790: Anxiety checks her phone again
790: Anxiety checks her phone again
Transcript
I’m Ada Limón and this is The Slowdown.
I was reading recently how a cellphone isn’t the first thing we should look at in the morning. That’s especially hard for those of us who use our phones for morning alarms. But what sleep experts say is that we should keep our phones not only turned off at night, but in another room altogether. I have yet to do this, but it makes sense. How can you turn off, when it is always on?
I am trying to have a different relationship with my phone. As I travel a lot, my phone is my lifeline to my husband, my family, my best friend message-threads that keep me laughing and sane. But of course, it’s also the place where headlines hit hard and breaking news flashes during an otherwise quiet moment of solitude or creative contemplation. What baffles me is how, for the most part, this juxtaposition is how we live all the time. In the same minute we may have seen a picture of a cat, someone’s wedding photo, a terrible image of war, and an ad for an old fashioned alarm clock that will undoubtedly help improve our sleep habits. This, my friends, seems to cause a sort of wicked whiplash.

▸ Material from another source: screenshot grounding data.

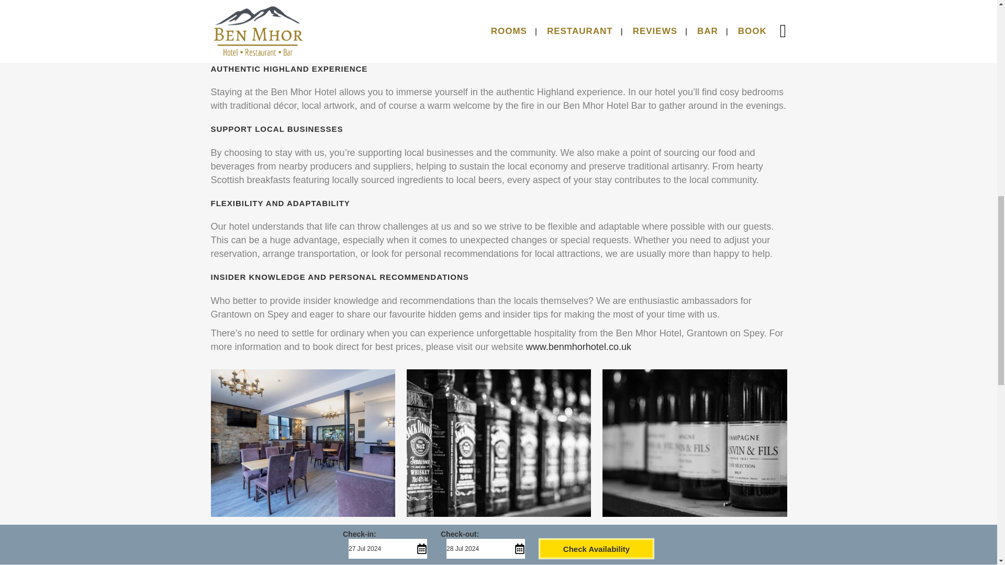  Describe the element at coordinates (303, 546) in the screenshot. I see `Hotel Reception` at that location.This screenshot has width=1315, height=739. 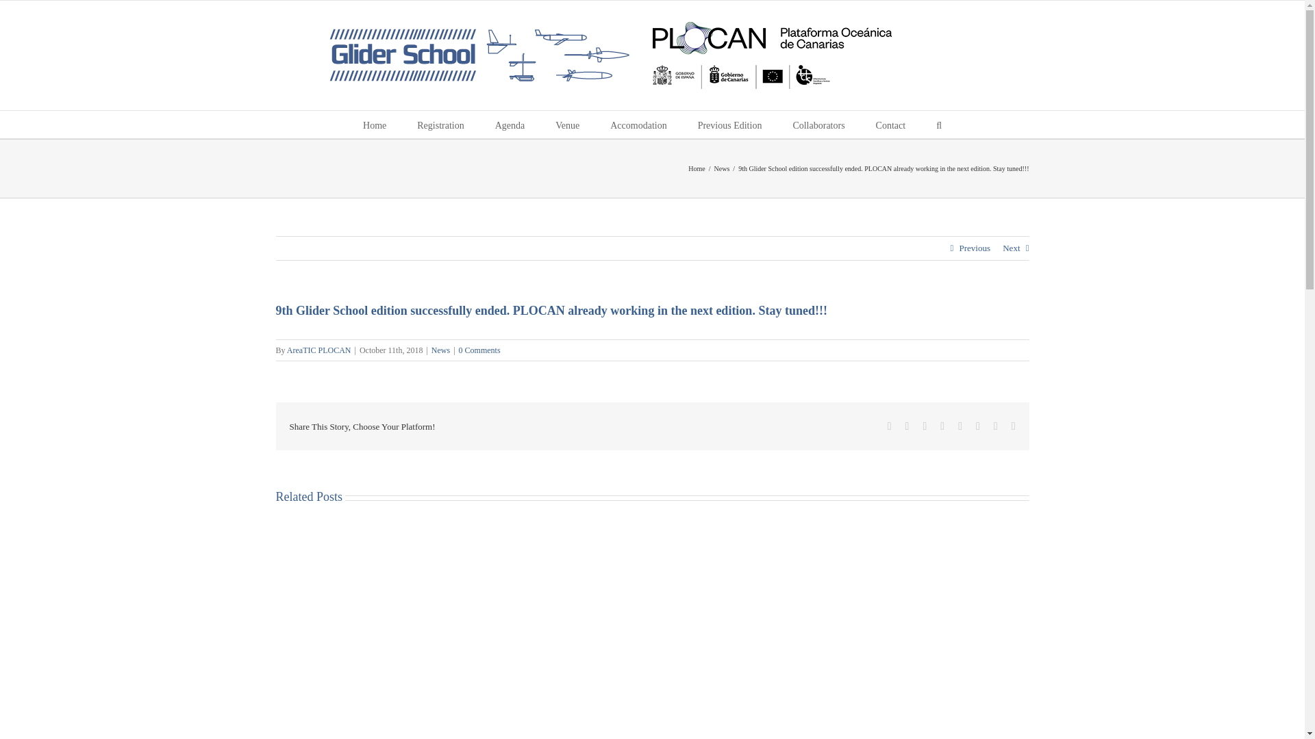 I want to click on Posts by AreaTIC PLOCAN, so click(x=318, y=351).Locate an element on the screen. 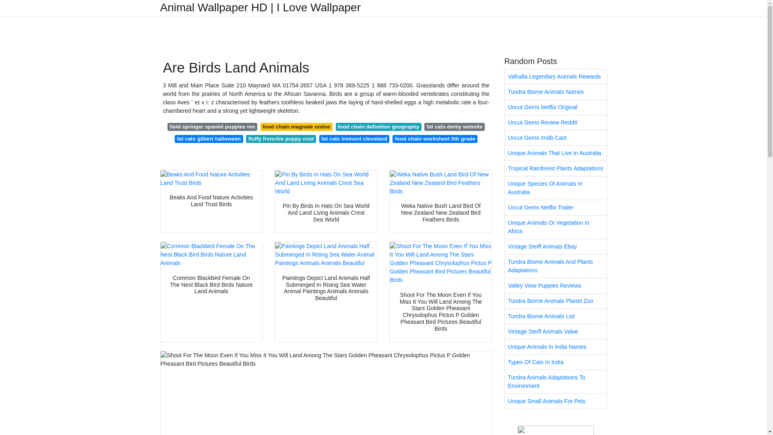  field springer spaniel puppies mn is located at coordinates (213, 126). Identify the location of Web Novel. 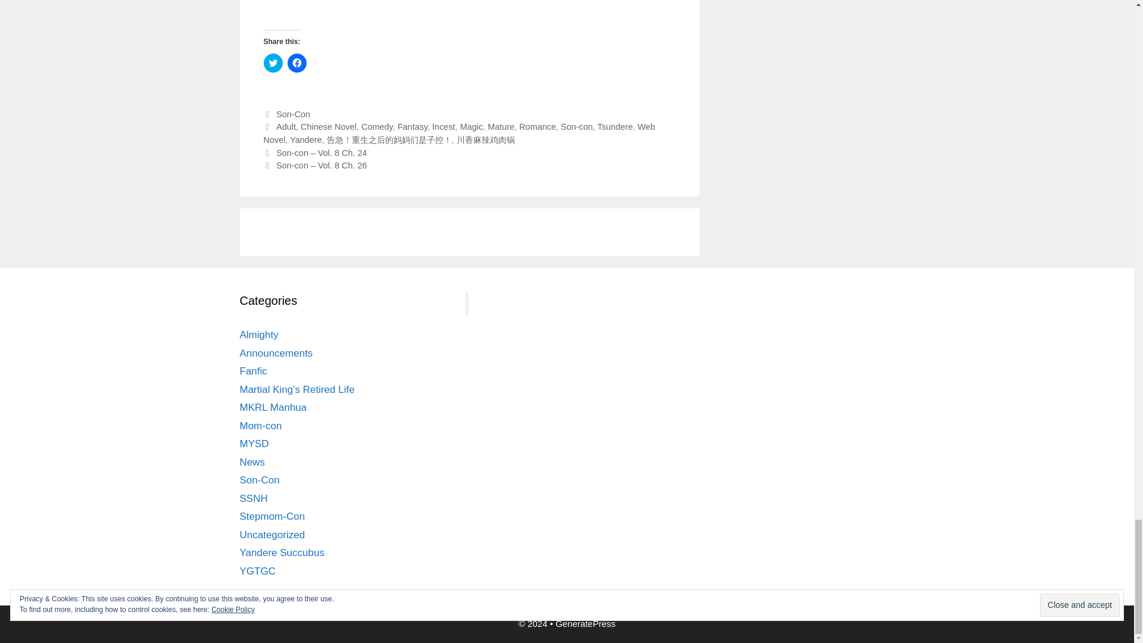
(458, 133).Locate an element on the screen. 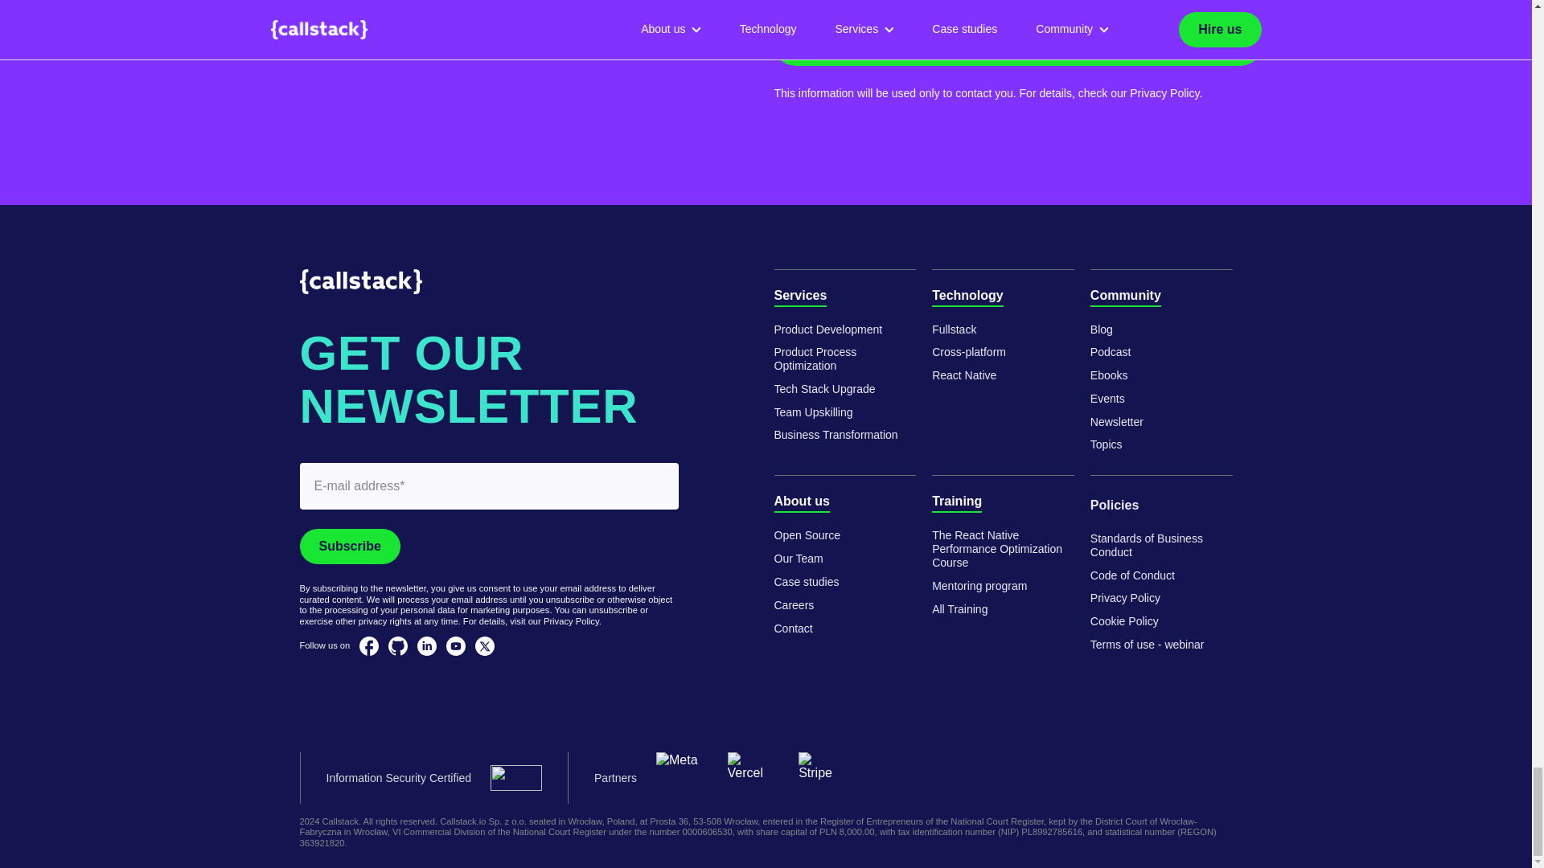  Events is located at coordinates (1107, 399).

No wonder our attachment to our phones feels both obsessive and desperate. Just last week, I was in the Little Rock, Arkansas airport, flying back to Lexington, Kentucky and my phone stopped working for a whole five minutes. I don’t want to admit this, but I was beside myself. How would I text my husband and tell him I was coming home? How would I board the airplane without my electronic boarding pass, how would I respond to the emails that all began with “somewhat urgent” and “I know you’re busy, but…”? I was, and am, actually embarrassed by how panicked I was about not having access to my phone. And it’s making me wonder if it’s time for a little reexamining of my own attachment to this all-encompassing object of pleasure, agony, and everything in between.

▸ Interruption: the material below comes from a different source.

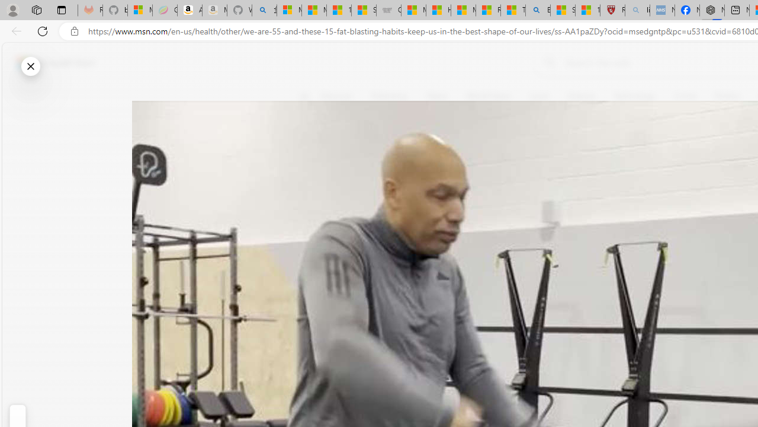 The height and width of the screenshot is (427, 758). I want to click on Follow, so click(539, 153).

Today’s poem does the work of exploring how the phone and its headlines and alerts can create a dystopian panic that is hard to disentangle from our lives.

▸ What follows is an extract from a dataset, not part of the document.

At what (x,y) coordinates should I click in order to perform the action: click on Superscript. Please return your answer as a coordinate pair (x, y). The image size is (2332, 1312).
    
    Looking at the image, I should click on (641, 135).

Anxiety checks her phone again
by K.A. Hays
& each possible path through this minute glows from a screen: two texts, a tragedy, Your Day at a Glance, breaking news. Anxiety demands to walk not just the path she walks but less worn paths through invisible cities & old-growth forests, one foot in each & a third foot on a third path through a 2,200-acre landfill forged by anxiety herself with only a spoon. Anxiety issues a dictum, shames herself for not following said dictum, shames herself for shaming herself, sliding into the throat & ballooning, red & blue balloons, & clowns, sad clowns, & bakes a tasteless dry cake. Anxiety issues just one invitation to the party, then sighs to find one body arriving at the party, one body that has not given enough. Enough. One body, overrun, buzzing with toxicity, & droughts, floods, fevers, chills, arrives, having lost 92% of its biodiversity, having coaxed early blooms & frozen them fruitless, having bred mosquitoes & destroyed what was sown, having poisoned harvests & hastened extinctions & burnt & stormed, having swirled with ads, warnings, poisoned harvests, having become ad & warning & poisoned harvest, splitting & spilling—even so, the body arrives, grand, multiple, & turning this minute. A temporary miracle.